The General Data Protection Regulation (GDPR) is Europe’s new framework for data protection laws, replacing the 1995 data protection directive. EU legislation says that it is designed to harmonize data privacy laws across Europe and that its main purpose is to give greater protection and rights to individuals. After the publication of the GDPR in May 2016, it became effective on May 25, 2018.
In a nutshell, GDPR protects user data in just about every conceivable way. Both personal data and sensitive personal data are covered. Sensitive personal data is easier to describe, as the usual suspects like genetic data, information about political views, sexual orientation, religion, etc., belong to that category. More or less, personal data means any information you can use to identify a person, starting with name and address, and can also include email and IP addresses.
To be GDPR-compliant, companies must handle customer data with the utmost care and attention. However, that alone is not enough; you must provide customers with tools to control, edit, and delete any information about them. Furthermore, any handled data has to be protected, meaning that anonymization and encryption are two important aspects that come into play. Another significant factor is that customers must explicitly ask for their consent before their data is collected and processed.
Examples of GDPR
What Does This Mean For Your Website?
If your website has the following, you should ensure you are compliant (even if your customer base is US-based, websites are accessible worldwide):

LSI Media’s contact form is an example of implementing compliance.
Responsibility Of Compliance For Websites
It’s important to note that it is the responsibility of every company or website owner to prepare their sites for GDPR compliance. It is not the duty of any framework to create and manage a website’s compliance. In almost all cases, it will need a lot of manual fine-tuning. Generally speaking, that means there is no use in asking, “Is WordPress GDPR compliant?”. It is a powerful tool for creating websites, and the end-users website will collect data, and the data collected will be different for every use case.
Does that mean that WordPress users are left alone in their fight for compliancy? No, not at all!
WordPress And Its GDPR tools
An article about GDPR Compliance Tools in WordPress was posted on WordPress.org, shedding light on the new privacy features that WordPress has added to its latest release, 4.9.6, which shipped on May 17, 2018.
The main features are new areas for handling data export and erasure requests, a new privacy policy page, and a consent checkbox for the comments form.
LSI Media can also assist in helping to implement your GDPR compliance. Just reach out to us.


Once you have checked the records that follow, state how many of their lines hold "this", giving the number only.

Data supplied Block Start

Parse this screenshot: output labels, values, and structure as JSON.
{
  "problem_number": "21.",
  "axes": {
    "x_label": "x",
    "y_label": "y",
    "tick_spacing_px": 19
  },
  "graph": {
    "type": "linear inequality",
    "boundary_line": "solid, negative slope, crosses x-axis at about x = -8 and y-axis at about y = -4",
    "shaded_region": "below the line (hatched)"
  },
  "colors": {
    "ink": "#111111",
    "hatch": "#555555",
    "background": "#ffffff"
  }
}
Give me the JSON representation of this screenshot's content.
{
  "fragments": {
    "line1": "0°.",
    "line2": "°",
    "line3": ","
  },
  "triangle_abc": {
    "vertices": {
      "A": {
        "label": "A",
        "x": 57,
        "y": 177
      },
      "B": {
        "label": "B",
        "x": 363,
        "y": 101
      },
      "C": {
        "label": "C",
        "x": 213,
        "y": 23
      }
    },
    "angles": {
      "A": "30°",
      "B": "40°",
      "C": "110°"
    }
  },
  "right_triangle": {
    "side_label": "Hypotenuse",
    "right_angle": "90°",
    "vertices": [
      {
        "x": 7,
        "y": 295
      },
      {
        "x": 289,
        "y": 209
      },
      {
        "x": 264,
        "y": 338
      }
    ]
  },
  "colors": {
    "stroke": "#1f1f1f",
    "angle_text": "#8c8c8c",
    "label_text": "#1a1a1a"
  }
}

Data supplied Block End

**Task output:**
2